In terms of LCS bans on the most recent available patch, we’ve seen Lulu (understandable but probably not worth a spot), Rek’Sai (utterly pointless), Jayce, Azir, Shen twice (a lower priority now – there’s a good chance that NoXiAK won’t play it which removes a lot of the utility), and Tahm Kench.

For pick priority, the #1 pick for G2 should most likely be Jayce. Perkz’s best performances in terms of raw DPS have come on the champion (as opposed to the decent but not mind-boggling numbers on Viktor and Azir), and given that the series could very easily be decided on one late teamfight in any game that stalls out, this isn’t something worth taking chances on.
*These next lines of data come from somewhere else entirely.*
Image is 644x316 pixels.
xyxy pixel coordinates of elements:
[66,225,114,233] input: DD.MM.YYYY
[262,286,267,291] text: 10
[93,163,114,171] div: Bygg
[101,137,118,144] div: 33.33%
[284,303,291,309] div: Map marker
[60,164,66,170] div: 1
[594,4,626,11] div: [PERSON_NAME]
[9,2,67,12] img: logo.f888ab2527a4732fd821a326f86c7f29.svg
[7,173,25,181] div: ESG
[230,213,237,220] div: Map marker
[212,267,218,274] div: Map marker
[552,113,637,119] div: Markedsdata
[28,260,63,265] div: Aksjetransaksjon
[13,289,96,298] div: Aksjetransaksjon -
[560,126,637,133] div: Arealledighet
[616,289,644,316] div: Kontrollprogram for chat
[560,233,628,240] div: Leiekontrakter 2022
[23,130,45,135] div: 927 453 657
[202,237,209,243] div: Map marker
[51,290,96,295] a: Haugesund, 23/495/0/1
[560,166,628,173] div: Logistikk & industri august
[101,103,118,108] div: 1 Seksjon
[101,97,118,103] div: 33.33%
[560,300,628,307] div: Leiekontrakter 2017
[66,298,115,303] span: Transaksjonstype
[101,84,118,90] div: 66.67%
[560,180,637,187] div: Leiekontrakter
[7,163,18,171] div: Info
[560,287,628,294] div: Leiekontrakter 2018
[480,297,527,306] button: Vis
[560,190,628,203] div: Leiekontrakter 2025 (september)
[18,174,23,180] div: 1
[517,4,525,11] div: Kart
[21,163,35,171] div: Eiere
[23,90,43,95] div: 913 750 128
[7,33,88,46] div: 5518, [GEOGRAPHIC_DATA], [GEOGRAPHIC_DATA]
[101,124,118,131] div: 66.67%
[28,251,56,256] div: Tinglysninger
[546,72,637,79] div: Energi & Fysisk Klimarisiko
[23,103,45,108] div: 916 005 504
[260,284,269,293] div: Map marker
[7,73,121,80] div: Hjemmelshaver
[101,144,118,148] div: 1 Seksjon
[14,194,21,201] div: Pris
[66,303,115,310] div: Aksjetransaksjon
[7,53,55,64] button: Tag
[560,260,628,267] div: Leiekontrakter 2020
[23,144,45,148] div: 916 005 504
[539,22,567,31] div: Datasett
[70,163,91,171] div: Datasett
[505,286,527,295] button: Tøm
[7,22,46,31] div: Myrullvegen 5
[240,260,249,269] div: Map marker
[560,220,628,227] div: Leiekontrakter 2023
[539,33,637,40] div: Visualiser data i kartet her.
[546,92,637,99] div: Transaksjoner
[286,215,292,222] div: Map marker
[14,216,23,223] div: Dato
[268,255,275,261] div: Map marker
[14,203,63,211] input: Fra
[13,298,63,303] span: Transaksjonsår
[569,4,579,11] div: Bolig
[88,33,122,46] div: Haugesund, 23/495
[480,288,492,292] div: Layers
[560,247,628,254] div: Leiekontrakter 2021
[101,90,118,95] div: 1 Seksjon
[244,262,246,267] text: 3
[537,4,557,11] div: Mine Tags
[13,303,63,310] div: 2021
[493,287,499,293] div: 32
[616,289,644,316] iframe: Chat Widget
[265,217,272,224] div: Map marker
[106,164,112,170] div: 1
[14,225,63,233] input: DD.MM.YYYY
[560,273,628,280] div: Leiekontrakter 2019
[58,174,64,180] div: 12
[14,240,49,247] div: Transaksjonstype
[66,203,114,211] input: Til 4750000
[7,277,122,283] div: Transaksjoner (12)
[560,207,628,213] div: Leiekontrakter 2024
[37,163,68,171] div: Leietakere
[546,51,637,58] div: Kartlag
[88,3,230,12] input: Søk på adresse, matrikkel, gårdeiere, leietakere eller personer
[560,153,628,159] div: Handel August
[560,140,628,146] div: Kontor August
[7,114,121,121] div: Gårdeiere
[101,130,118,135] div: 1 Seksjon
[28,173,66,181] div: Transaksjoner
That’s not even mentioning that, his damage aside, Jayce’s utility via Acceleration Gate has the potential to be huge.

Jayce will realistically need to be paired with at least one of Elise and Corki. It seems a very real possibility that Corki won’t make it through to a first-rotation red or second-rotation blue pick if it’s left unbanned (it was first-pick blue in both week 9 games), but if it’s there, it needs to be taken off the table – given the prospensity of both ADCs to Sivir and Corki, and given that it’ll force the other onto something like an Ezrael or Caitlyn, it’s a nice deny. 
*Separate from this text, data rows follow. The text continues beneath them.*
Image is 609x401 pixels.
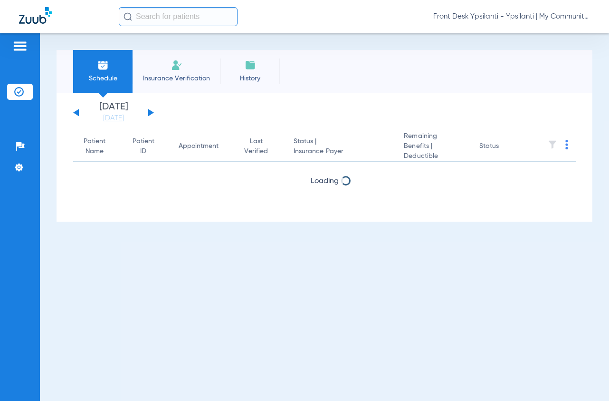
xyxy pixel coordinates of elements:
[404,151,464,161] span: Deductible
[85,114,142,123] a: [DATE]
[286,131,397,162] th: Status |
[171,59,183,71] img: Manual Insurance Verification
[119,7,238,26] input: Search for patients
[548,140,558,149] img: filter.svg
[294,146,389,156] span: Insurance Payer
[179,141,219,151] div: Appointment
[434,12,590,21] span: Front Desk Ypsilanti - Ypsilanti | My Community Dental Centers
[566,140,569,149] img: group-dot-blue.svg
[140,74,213,83] span: Insurance Verification
[228,74,273,83] span: History
[311,177,339,185] span: Loading
[81,136,108,156] div: Patient Name
[179,141,228,151] div: Appointment
[472,131,536,162] th: Status
[124,12,132,21] img: Search Icon
[97,59,109,71] img: Schedule
[132,136,155,156] div: Patient ID
[81,136,116,156] div: Patient Name
[12,40,28,52] img: hamburger-icon
[243,136,279,156] div: Last Verified
[132,136,164,156] div: Patient ID
[80,74,126,83] span: Schedule
[85,102,142,123] li: [DATE]
[19,7,52,24] img: Zuub Logo
[245,59,256,71] img: History
[243,136,270,156] div: Last Verified
[396,131,472,162] th: Remaining Benefits |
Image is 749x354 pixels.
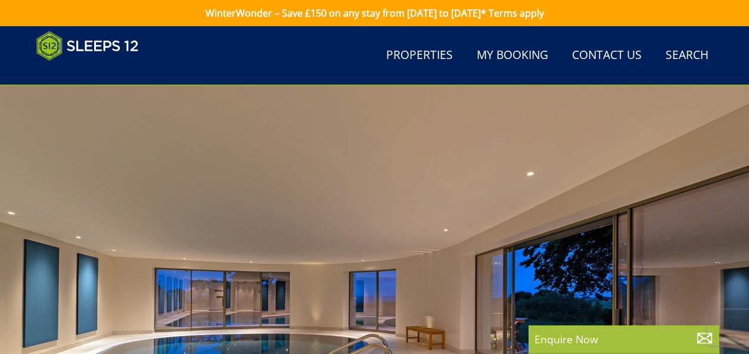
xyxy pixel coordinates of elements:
p: Enquire Now [534,331,713,347]
a: Search [660,42,713,69]
a: Contact Us [567,42,646,69]
a: My Booking [472,42,553,69]
img: Sleeps 12 [36,31,139,61]
a: Properties [381,42,457,69]
iframe: Customer reviews powered by Trustpilot [30,68,155,78]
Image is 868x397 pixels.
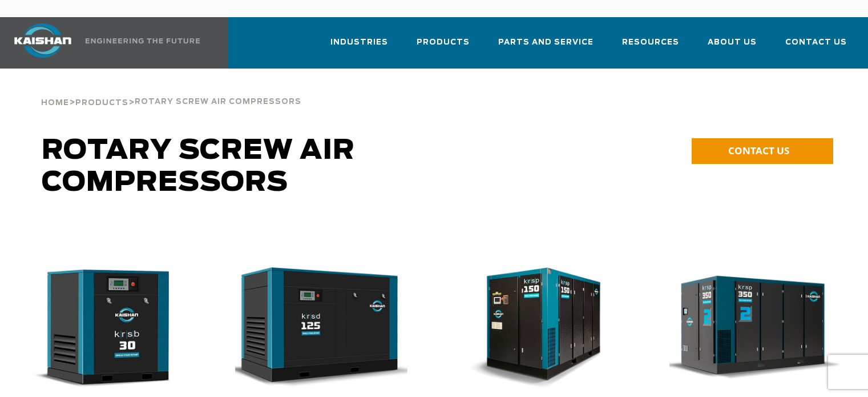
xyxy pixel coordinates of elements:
img: krsp350 [660,267,841,389]
span: Industries [330,36,388,49]
span: Products [75,99,129,106]
span: About Us [707,36,756,49]
span: Products [416,36,469,49]
div: krsp150 [452,267,632,389]
div: krsp350 [669,267,850,389]
img: krsp150 [444,267,625,389]
img: krsd125 [226,267,407,389]
a: Resources [622,27,679,66]
img: Engineering the future [85,39,200,43]
a: Industries [330,27,388,66]
div: krsd125 [235,267,415,389]
span: Rotary Screw Air Compressors [42,137,355,197]
span: Home [41,99,69,106]
span: Parts and Service [498,36,593,49]
span: CONTACT US [728,144,789,157]
a: CONTACT US [692,138,833,164]
span: Contact Us [785,36,846,49]
a: Contact Us [785,27,846,66]
a: Parts and Service [498,27,593,66]
a: About Us [707,27,756,66]
img: krsb30 [10,267,191,389]
span: Rotary Screw Air Compressors [134,98,302,106]
a: Products [75,97,129,107]
a: Products [416,27,469,66]
div: > > [41,69,302,112]
a: Home [41,97,69,107]
span: Resources [622,36,679,49]
div: krsb30 [18,267,198,389]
Letting Elise fall this far (i.e. not ban or first-rotation pick) is a little bit of a risk – she’s extremely powerful right now, is multi-compositional thanks to her build path flexibility, and should in theory fit Svenskeren well – but he’s making so little use of it in solo queue as opposed to other champions (particularly Gragas) that it seems very likely that it won’t feature too highly in SK’s priorities.

With an early pick being spent on mid, there should be good scope for counter-picking lanes and the jungler down lower, so it’s not worth going into too much detail here given how long we’ve already gone on. One point of concern worth noting is that SK may make use of Gangplank as an answer to the Ryze-Rumble options for AP top – a Ryze ban is likely (it’s been banned in 5 of their last 6 games by them), and the reworked champion has been wheeled out already in competitive as an answer to Rumble in-lane.
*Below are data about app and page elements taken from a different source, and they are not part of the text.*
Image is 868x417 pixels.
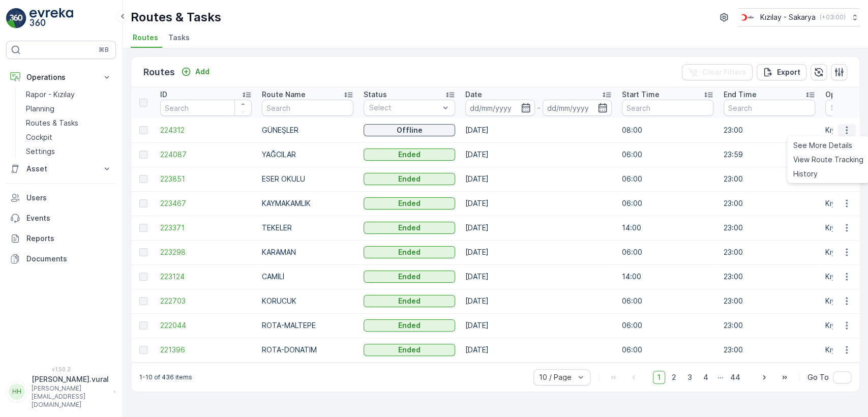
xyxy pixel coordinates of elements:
[793,140,852,151] span: See More Details
[140,373,192,381] p: 1-10 of 436 items
[27,233,112,244] p: Reports
[160,89,167,100] p: ID
[140,346,148,354] div: Toggle Row Selected
[363,222,455,234] button: Ended
[6,249,116,269] a: Documents
[369,103,439,113] p: Select
[757,64,806,80] button: Export
[160,198,252,209] span: 223467
[195,67,209,77] p: Add
[825,89,860,100] p: Operation
[31,385,109,409] p: [PERSON_NAME][EMAIL_ADDRESS][DOMAIN_NAME]
[363,89,387,100] p: Status
[262,149,353,160] p: YAĞCILAR
[807,372,829,383] span: Go To
[723,89,757,100] p: End Time
[621,89,659,100] p: Start Time
[723,174,815,184] p: 23:00
[621,345,713,355] p: 06:00
[621,248,713,257] p: 06:00
[621,125,713,135] p: 08:00
[789,152,867,167] a: View Route Tracking
[26,104,54,114] p: Planning
[160,272,252,282] a: 223124
[27,193,112,203] p: Users
[6,188,116,208] a: Users
[26,89,75,100] p: Rapor - Kızılay
[460,289,616,314] td: [DATE]
[460,118,616,143] td: [DATE]
[6,366,116,372] span: v 1.50.2
[262,89,305,100] p: Route Name
[777,67,800,77] p: Export
[820,13,845,22] p: ( +03:00 )
[398,174,420,184] p: Ended
[460,240,616,265] td: [DATE]
[140,126,148,135] div: Toggle Row Selected
[723,223,815,233] p: 23:00
[723,248,815,257] p: 23:00
[363,149,455,161] button: Ended
[398,320,420,331] p: Ended
[398,345,420,355] p: Ended
[160,320,252,331] span: 222044
[160,125,252,135] a: 224312
[621,320,713,331] p: 06:00
[140,224,148,232] div: Toggle Row Selected
[793,169,818,179] span: History
[723,149,815,160] p: 23:59
[160,149,252,160] span: 224087
[397,125,422,135] p: Offline
[621,296,713,306] p: 06:00
[26,132,53,143] p: Cockpit
[398,223,420,233] p: Ended
[99,46,109,54] p: ⌘B
[22,144,116,159] a: Settings
[537,102,541,114] p: -
[667,371,681,384] span: 2
[262,100,353,116] input: Search
[140,273,148,281] div: Toggle Row Selected
[262,174,353,184] p: ESER OKULU
[169,33,189,43] span: Tasks
[27,254,112,264] p: Documents
[653,371,665,384] span: 1
[262,223,353,233] p: TEKELER
[363,344,455,356] button: Ended
[262,320,353,331] p: ROTA-MALTEPE
[22,88,116,102] a: Rapor - Kızılay
[363,124,455,136] button: Offline
[262,272,353,282] p: CAMİLİ
[460,143,616,167] td: [DATE]
[738,12,756,23] img: k%C4%B1z%C4%B1lay_DTAvauz.png
[140,151,148,159] div: Toggle Row Selected
[723,296,815,306] p: 23:00
[133,33,158,43] span: Routes
[723,320,815,331] p: 23:00
[262,198,353,209] p: KAYMAKAMLIK
[160,345,252,355] a: 221396
[682,64,752,80] button: Clear Filters
[460,191,616,216] td: [DATE]
[723,198,815,209] p: 23:00
[793,155,863,165] span: View Route Tracking
[621,223,713,233] p: 14:00
[621,272,713,282] p: 14:00
[717,371,723,384] p: ...
[160,223,252,233] a: 223371
[262,125,353,135] p: GÜNEŞLER
[363,320,455,332] button: Ended
[723,125,815,135] p: 23:00
[363,173,455,185] button: Ended
[140,322,148,330] div: Toggle Row Selected
[140,175,148,183] div: Toggle Row Selected
[760,12,815,22] p: Kızılay - Sakarya
[26,118,78,129] p: Routes & Tasks
[460,167,616,191] td: [DATE]
[398,248,420,257] p: Ended
[789,138,867,152] a: See More Details
[465,100,535,116] input: dd/mm/yyyy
On the subject of ‘wildcard’ picks in general and solo-queue give-aways, the only two that blatantly stand out (albeit still a fair distance away from the series itself) is fredy122’s Kennen (would fit within SK’s style although would also be tricky to pair with a jungler) and Fox’s Veigar (makes very little sense). It’s possible that other picks will reveal themselves closer to the time, but there isn’t anything obvious out there that would fit well with how SK want to play while also warping the matchup in their favour.

In general terms, and without looking at the finer points of lane control and rotational play, the winning team will likely be the faster team in most matches in this series. A high priority needs to be put by both teams on movement speed, and as a by-product, on supporting parts that make good use of it in their own engages. Conversely, a lower priority needs to be put on soft CC (e.g. slows) – that might sound silly, but with both teams stacking up on speed-based disengage, and potential wildcards like the Olaf pick coming out, positioning will take precedence over reactive play.

Since the inception of the current Promotion Tournament format (a Bo5 between a LCS and CS team) in the summer of 2014, eight teams have attempted to win promotion to the EU LCS through the tournament. On seven of the eight occasions, the LCS team has won; six of those serieses failed to go five games, and three were sweeps. It may have been a very bumpy road for Gamers2, but in this tournament, they have been handed what their contemporaries who made it over them didn’t have – a dream matchup, and a genuine chance to topple one of the LCS old guard.